Could Immunotherapy Cure Breast Cancer?

Breast cancer treatment has come a long way over the past few decades, but no cure has been found to date. Immunotherapy could potentially change that. Recent breakthroughs targeting tumor-specific proteins have made immunotherapy more effective, and we could be closer than ever to a cure.

Immunotherapy has shown promise in treating numerous forms of cancer, but breast cancer has been more difficult to approach, until recently. So what is immunotherapy, how does it work, and what's happening with this breakthrough in breast cancer research?


Current Statistics

Invasive breast cancer will strike an estimated 268,600 women in 2019 alone, and approximately 41,760 women will die from it. In her lifetime, the average woman has a one-in-eight chance of developing some form of the disease. Women are over 110 times more likely to develop breast cancer than men.

Better screening practices and advances in treatment options have improved the survival rate, which hasn’t stopped increasing since 1989. But even so, breast cancer remains the second most deadly cancer for women, surpassed only by lung cancer.


What Is Immunotherapy?

Immunotherapy, the practice of harnessing the body’s immune system to fight cancer cells, is nothing new, but researchers still have a lot to learn about using it effectively. There are four main types of immunotherapy:

  • Monoclonal antibodies are lab-made immune cells that can be designed to attack specific parts of cancer cells. They have been found to be useful in treating cancer.
  • Immune checkpoint inhibitors counteract the immune-suppressing effects of some cancers, making them easier to detect and attack.
  • Cancer vaccines trigger an immune response against certain cancers. These vaccines can either prevent or treat cancer.
  • Other immunotherapies can help boost the immune system and make it more effective at attacking cancer cells.

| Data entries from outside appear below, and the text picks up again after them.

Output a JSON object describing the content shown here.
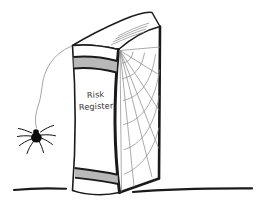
{
  "scene": {
    "title": "Risk Register book with spider and cobweb",
    "background_color": "#ffffff",
    "ink_color": "#1a1a1a",
    "band_color": "#b8b8b8",
    "web_color": "#888888",
    "thread_color": "#9a9a9a",
    "spider_color": "#000000"
  },
  "book": {
    "label_line_1": "Risk",
    "label_line_2": "Register",
    "label_color": "#3a3a3a",
    "spine_band_top_color": "#b8b8b8",
    "spine_band_bottom_color": "#b8b8b8"
  },
  "web": {
    "name": "cobweb",
    "radial_count": 7,
    "arc_count": 6
  },
  "spider": {
    "name": "spider",
    "leg_count": 8,
    "on_thread": true
  },
  "ground": {
    "line_left": "ground-line-left",
    "line_right": "ground-line-right"
  }
}
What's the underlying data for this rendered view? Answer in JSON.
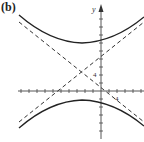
{
  "figure": {
    "panel_label": "(b)",
    "y_axis_label": "y",
    "y_tick_label": "4",
    "x_tick_label": "4"
  },
  "colors": {
    "curve": "#222222",
    "axis": "#444444",
    "asymptote": "#333333",
    "background": "#ffffff"
  },
  "graph": {
    "type": "hyperbola",
    "orientation": "vertical",
    "center_px": [
      82,
      72
    ],
    "axis_origin_px": [
      101,
      91
    ],
    "tick_spacing_px": 8,
    "asymptotes": "dashed",
    "branches": [
      "upper",
      "lower"
    ]
  }
}
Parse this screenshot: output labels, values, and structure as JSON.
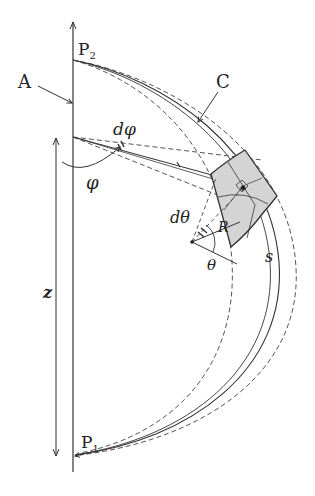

Researchers have seen promising results using immunotherapy against numerous types of cancer, but some forms of the disease have proven harder to tackle than others. Breast cancer has been particularly difficult due to its ability to suppress the immune system and resist cancer-fighting immune cells.


Overcoming Pitfalls in Breast Cancer Treatment

Researchers may have found a few of the missing puzzle pieces. In a recent study, immune cells were programmed to attack four specific proteins found in HR-positive metastatic breast cancer: SLC3A2, KIAA0368, CADPS2 and CTSB. All of the test patient’s tumors shrank away, putting her into long-standing remission.

Another study showed a medication that targets CXCR4/CXCL12 reverses immunosuppression and makes tumors easier to infiltrate. Treatments to increase tumor blood supplies may make immunotherapies more effective and easier on the body. Researchers are even finding some viruses may be useful tools in improving immunotherapy approaches in some of the most stubborn forms of breast cancer.

So we've definitely made progress and found some new hopeful ideas that may become breakthrough treatments. We still have a long way to go before we’ll have it all figured out, but every step in the right direction is an important one. Immunotherapy is a promising treatment, and despite the pitfalls, it could be the leap forward we’ve been waiting and hoping for.

Copyright 2019, Wellness.com

9/12/2019 7:00:00 AM
Wellness Editor
Written by Wellness Editor
Wellness Exists to Empower Health Conscious Consumers. Wellness.com helps people live healthier, happier and more successful lives by connecting them with the best health, wellness and lifestyle information and resources on the web.